Well, I would call the case where “one person realizes the other person was right” an agreement not a dispute J but I agree with the thrust of what you are saying. Certainly there are interactions among editors that are helpful, productive and friendly. The question is whether we get enough good experiences that the occasional bad experience doesn’t dint our enthusiasm. The Clubhouse paper

 

http://files.grouplens.org/papers/wp-gender-wikisym2011.pdf

 

suggests that new editors will have bad experiences in their first eits, and that bad experiences are positively correlated with attrition.

 

Kerry

 


From: Daniel and Elizabeth Case [mailto:dancase@frontiernet.net]
Sent: Thursday, 11 December 2014 2:16 PM
To: kerry.raymond@gmail.com; Addressing gender equity and exploring ways to increase theparticipation of women within Wikimedia projects.
Subject: Re: [Gendergap] Arbcom election

 

What’s missing from this?:

 

>I don’t think most disputes get “resolved”. I think one person simply gives up. Maybe they don’t think the issue is that important, >maybe they feel that they don’t have the time to argue it, maybe they feel that the other person involved is too unpleasant to want to try to engage with, maybe they’ve found that no matter what they do, they never make a difference.

 

Give up? It’s “maybe one person realizes the other person was right, and does it their way from then on, without any hard feelings.” It has happened to me quite a few times. That’s the sort of outcome I was talking about.

 

Of course, I think of these in terms of pure content disputes (should we or should we not mention something? how should we format this table? and so forth ...) because that’s what most of those I’ve been involved in have been. Disputes over someone’s conduct are something else entirely, because it’s harder for people to admit they were wrong in that department. And why I always say it cannot be repeated enough that, when you realize the argument is no longer about what you were originally arguing about but has instead become a meta-argument about the argument itself, you should stop immediately as it will no longer accomplish anything constructive to continue.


**Work required**: The response should contain only those lines of the entries below that include the string "item".

Top of Data for this exercise

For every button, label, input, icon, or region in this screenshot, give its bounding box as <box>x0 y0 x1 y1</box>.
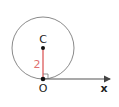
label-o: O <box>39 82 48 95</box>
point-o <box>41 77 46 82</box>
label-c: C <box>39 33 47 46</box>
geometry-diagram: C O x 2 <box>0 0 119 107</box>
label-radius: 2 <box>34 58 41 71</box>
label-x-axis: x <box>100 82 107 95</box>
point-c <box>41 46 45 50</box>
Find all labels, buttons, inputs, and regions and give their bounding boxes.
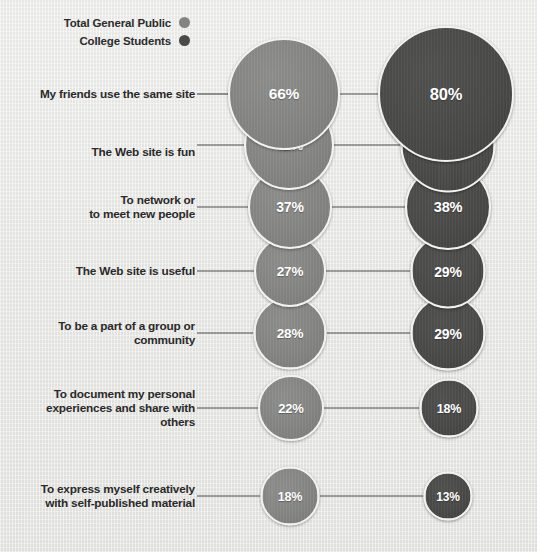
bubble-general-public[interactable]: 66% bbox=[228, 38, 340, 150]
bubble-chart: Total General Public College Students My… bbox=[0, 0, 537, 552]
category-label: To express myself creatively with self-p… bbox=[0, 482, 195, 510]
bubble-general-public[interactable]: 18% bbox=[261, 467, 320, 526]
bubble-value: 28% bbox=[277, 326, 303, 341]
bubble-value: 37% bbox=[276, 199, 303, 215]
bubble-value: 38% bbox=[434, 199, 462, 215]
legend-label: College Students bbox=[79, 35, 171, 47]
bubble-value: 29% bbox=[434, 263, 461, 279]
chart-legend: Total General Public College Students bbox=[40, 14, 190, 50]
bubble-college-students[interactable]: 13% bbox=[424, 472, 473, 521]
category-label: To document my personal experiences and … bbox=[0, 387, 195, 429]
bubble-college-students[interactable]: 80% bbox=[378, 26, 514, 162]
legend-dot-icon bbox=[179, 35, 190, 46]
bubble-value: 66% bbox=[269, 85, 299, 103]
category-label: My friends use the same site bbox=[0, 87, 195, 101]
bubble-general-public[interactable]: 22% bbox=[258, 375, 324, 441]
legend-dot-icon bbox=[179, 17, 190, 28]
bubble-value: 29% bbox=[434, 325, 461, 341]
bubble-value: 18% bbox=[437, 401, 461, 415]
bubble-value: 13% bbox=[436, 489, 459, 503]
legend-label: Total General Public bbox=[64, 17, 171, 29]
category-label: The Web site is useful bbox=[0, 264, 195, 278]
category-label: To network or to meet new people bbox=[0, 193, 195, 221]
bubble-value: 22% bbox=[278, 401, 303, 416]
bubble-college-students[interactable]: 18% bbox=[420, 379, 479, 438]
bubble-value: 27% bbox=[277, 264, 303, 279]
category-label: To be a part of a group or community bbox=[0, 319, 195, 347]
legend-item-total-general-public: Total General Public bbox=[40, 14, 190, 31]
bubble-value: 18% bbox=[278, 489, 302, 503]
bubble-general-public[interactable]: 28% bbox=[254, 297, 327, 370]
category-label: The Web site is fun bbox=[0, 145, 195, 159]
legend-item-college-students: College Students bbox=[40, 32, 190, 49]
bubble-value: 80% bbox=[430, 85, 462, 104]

Bottom of Data for this exercise

**Result below**:
legend-item-total-general-public: Total General Public bbox=[40, 14, 190, 31]
legend-item-college-students: College Students bbox=[40, 32, 190, 49]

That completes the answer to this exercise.